Sachin Gunga, Portsmouth Cathedral, Sept 13
There is really only one way to begin a series of concerts that are predominanty organ recitals, and that's with a choice bit of Bach. Sachin Gunga stepped in to cover the unavailable, advertised visitor and provided a thoughtful, mixed programme. A good move on his part, that others might consider following, was to take the microphone with him up to the organ loft to introduce the pieces from upstairs.
The Prelude and Fugue BWV 547, he explained, is known as the 'hickory, dickory dock' and it soon became obvious why although the nursery rhyme echo was no distraction. Lucid and made of Bach's customary intelligence, the fugue flows and weaves, implying the eternity that its finite nature won't quite fill.
No. 3 of Rheinberger's Meditations, Op. 167 is a gentle, lilting composition with childlike innocence that encourages one to look for the others in the opus. Likely to be similar, we might be treated to the others another time.
Sachin then played a sequence of three pieces, linked by the theme of light. The 'general crescendo' of Fiat lux by Dubois represented the coming of light. It is unfortunate when one's mind wanders and a serious piece in undermined by extraneous thoughts and the final bars here brought Reginald Dixon to mind for me, which is my fault but can happen with exuberant organ pieces. Bairstow's Evening Song was naturally more elegiac but flirted with inconsequence in its middle passages so Elgar retrieved the situation with Chanson de Matin, which I thought was Salut d'Amour but seems not to be but it's close.
'Born 1955' is a phrase that rings alarm bells in a composer of organ music and Bob Chilcott's Sun Dance was full of ideas for a short piece but less full of coherence. C20th organ music is a personal blind spot but one must persevere. Because the three hymn preludes by the centenarian Francis Jackson made more sense. Veni Sancte Spiritus suggested Jesu Joy of Man's Desiring and East Acklam was a peaceable joy. The Fantasy on Sine Nomine overelaborates Let All the World in Every Corner Sing in its accessible but Modernist way which was an interesting place to end if gathering a quota for a proper congregation and giving it a traditional full blast would have roused the sleepy September sunshine.
So, we were indebted to Sachin for his imaginative stand-in set and it is to be hoped we hear more from him. On the one hand, he has some esoteric repertoire, on the other, does he know any Buxtehude.
David Green
- David Green (Books) is the imprint under which I published booklets of my own poems. The original allocation of ISBN numbers is used up now, though. The 'Collected Poems' are now available as a pdf. The website is now what it has become, often more about music than books and not so often about poems. It will be about whatever suggests itself.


TASK REQUIREMENTS: Starting from the line that holds "This screenshot has height=356, width=779.", output exactly each line through the end of the listing. Do not copy pictures.

--*--

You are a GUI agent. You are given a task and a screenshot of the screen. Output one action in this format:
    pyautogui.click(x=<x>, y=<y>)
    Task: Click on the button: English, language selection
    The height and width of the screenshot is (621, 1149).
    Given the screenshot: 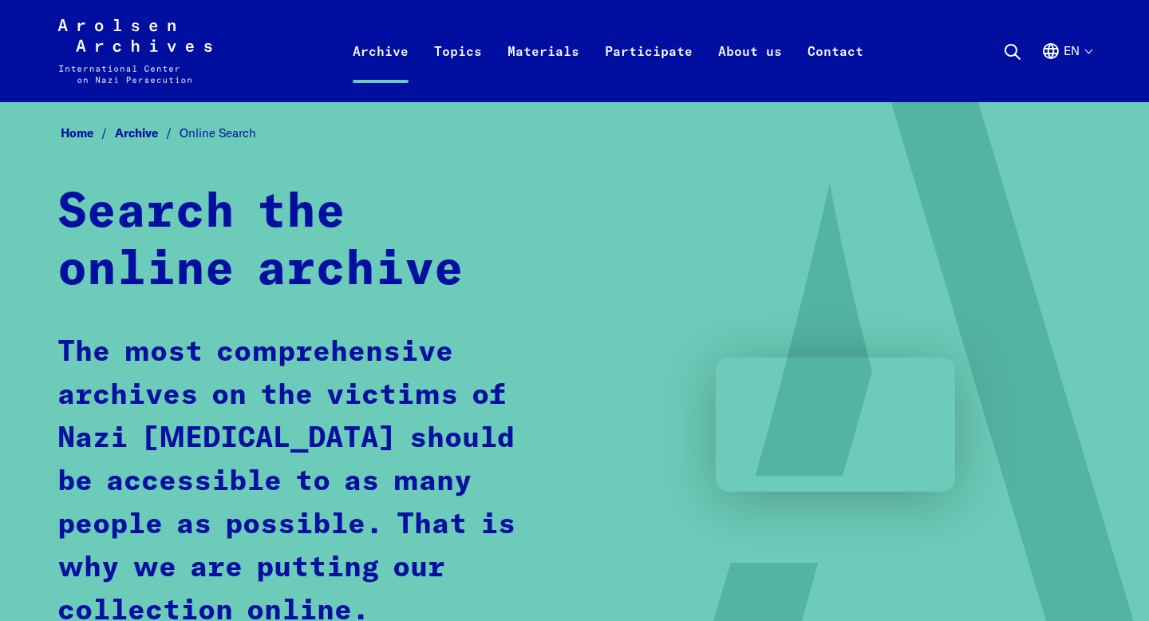 What is the action you would take?
    pyautogui.click(x=1066, y=70)
    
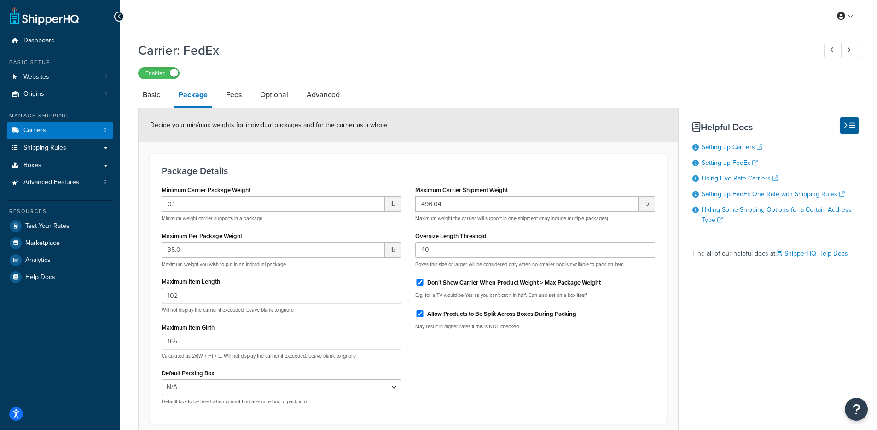  I want to click on a: Previous Record, so click(833, 50).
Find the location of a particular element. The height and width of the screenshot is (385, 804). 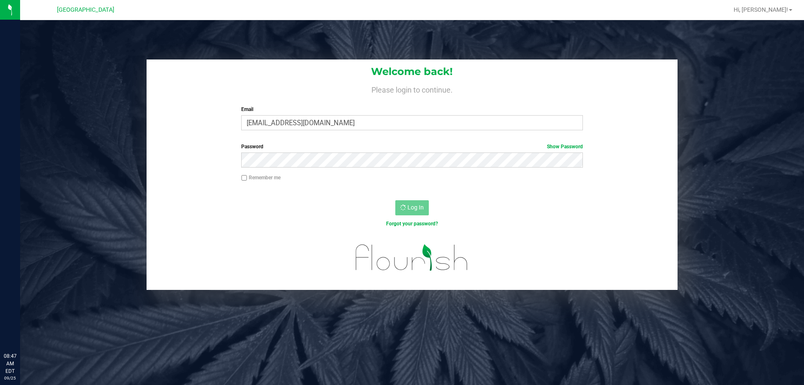

label: Remember me is located at coordinates (261, 178).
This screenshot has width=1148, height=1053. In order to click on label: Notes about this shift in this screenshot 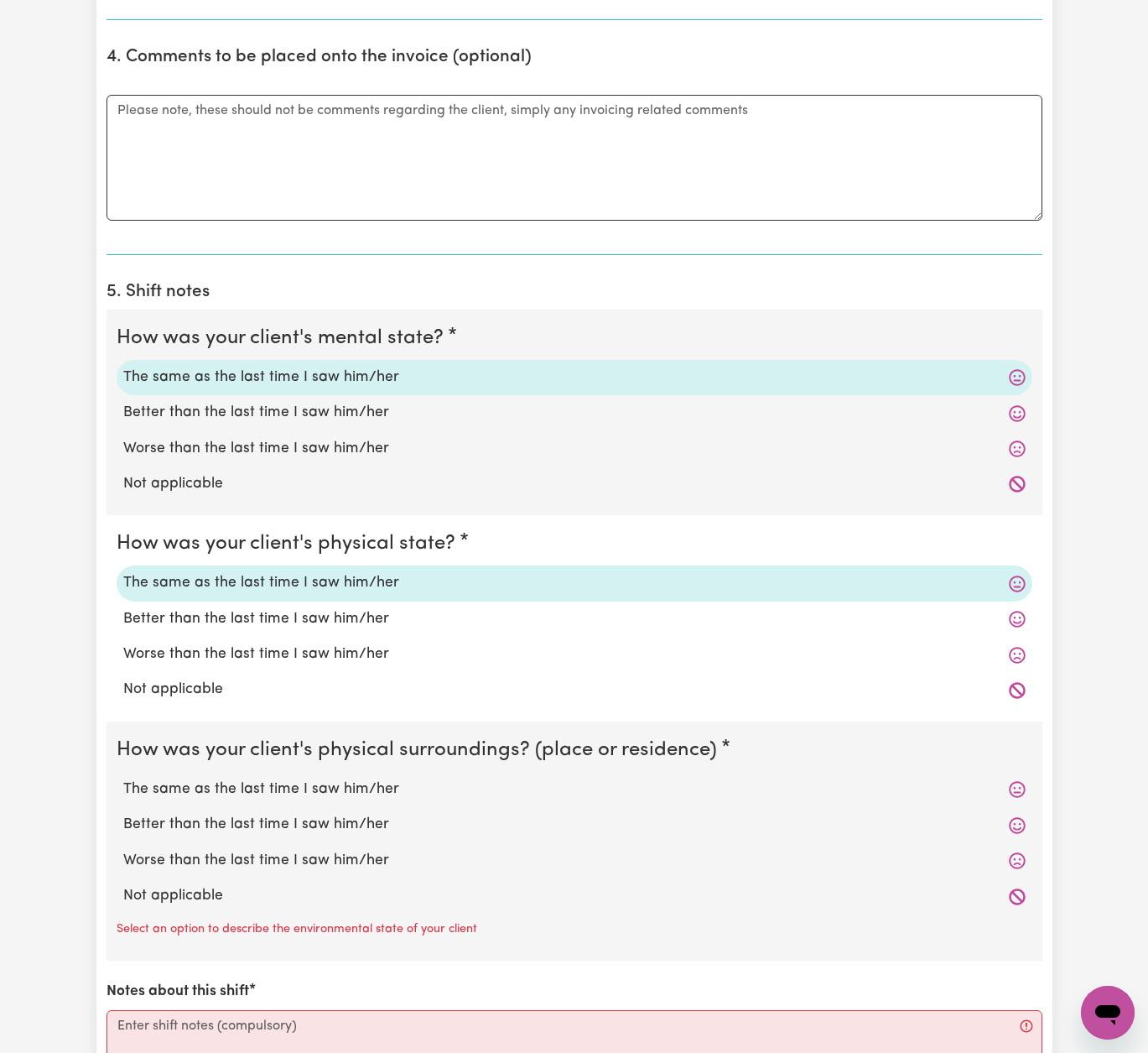, I will do `click(178, 992)`.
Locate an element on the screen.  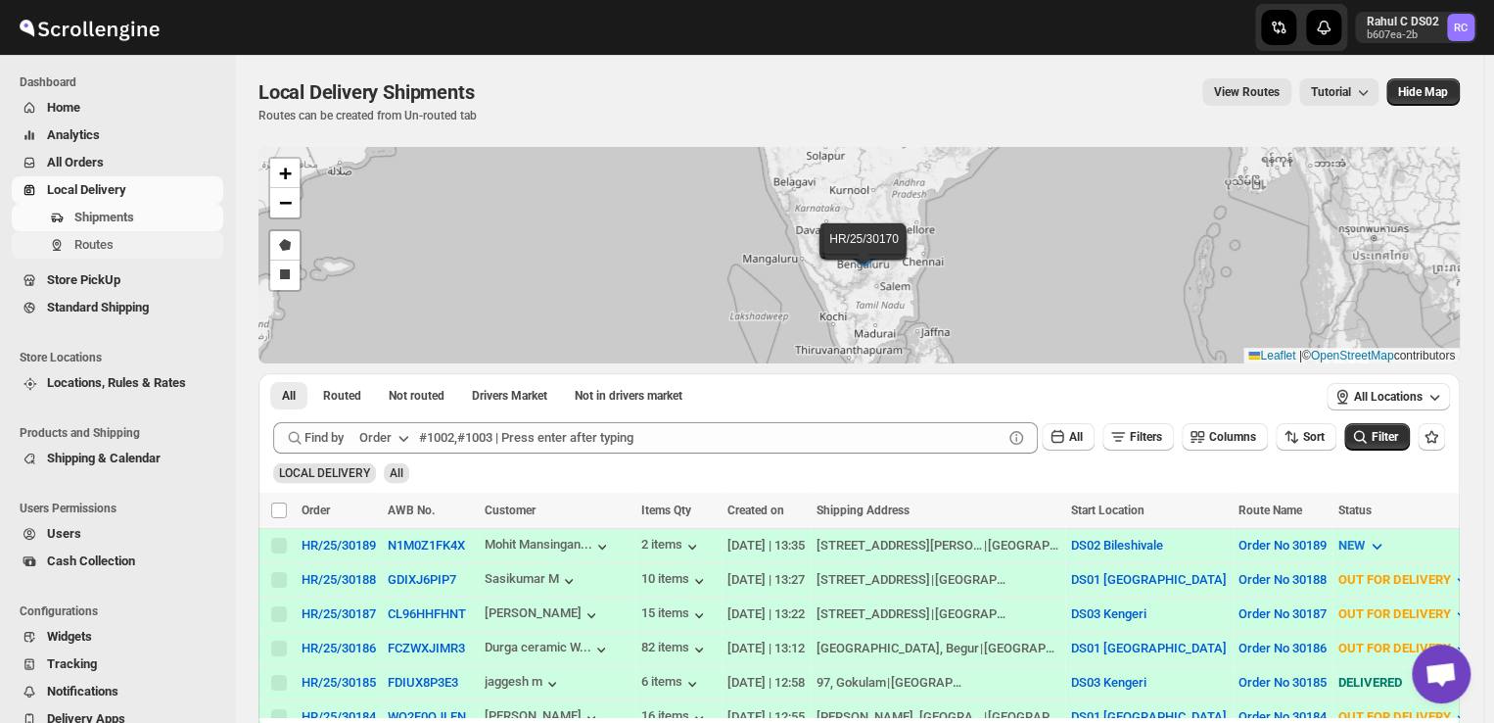
a: Zoom in is located at coordinates (285, 173).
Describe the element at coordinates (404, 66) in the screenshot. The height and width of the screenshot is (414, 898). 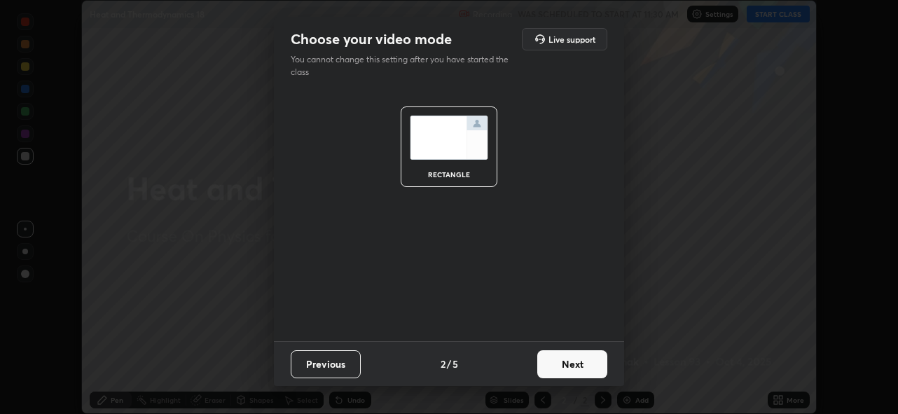
I see `p: You cannot change this setting after you have started the class` at that location.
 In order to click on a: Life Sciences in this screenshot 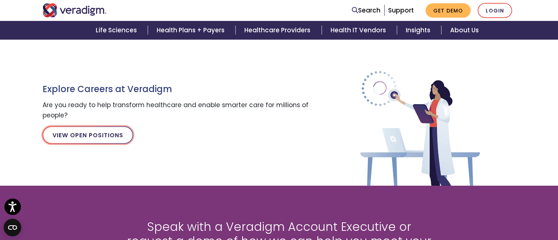, I will do `click(117, 30)`.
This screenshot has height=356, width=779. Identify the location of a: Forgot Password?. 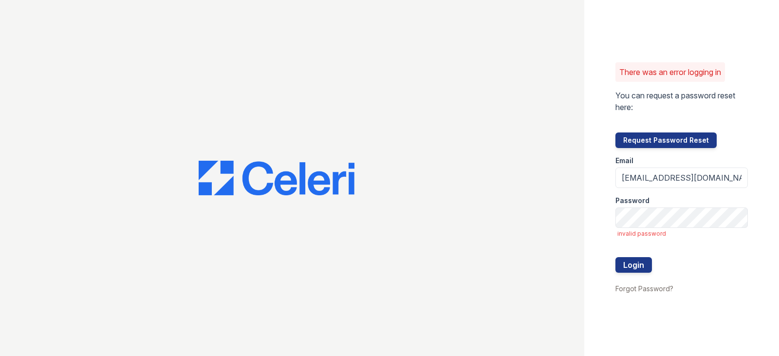
(644, 288).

--*--

TASK OUTPUT:
This screenshot has height=356, width=779. Identify the location of a: Forgot Password?. 
(644, 288).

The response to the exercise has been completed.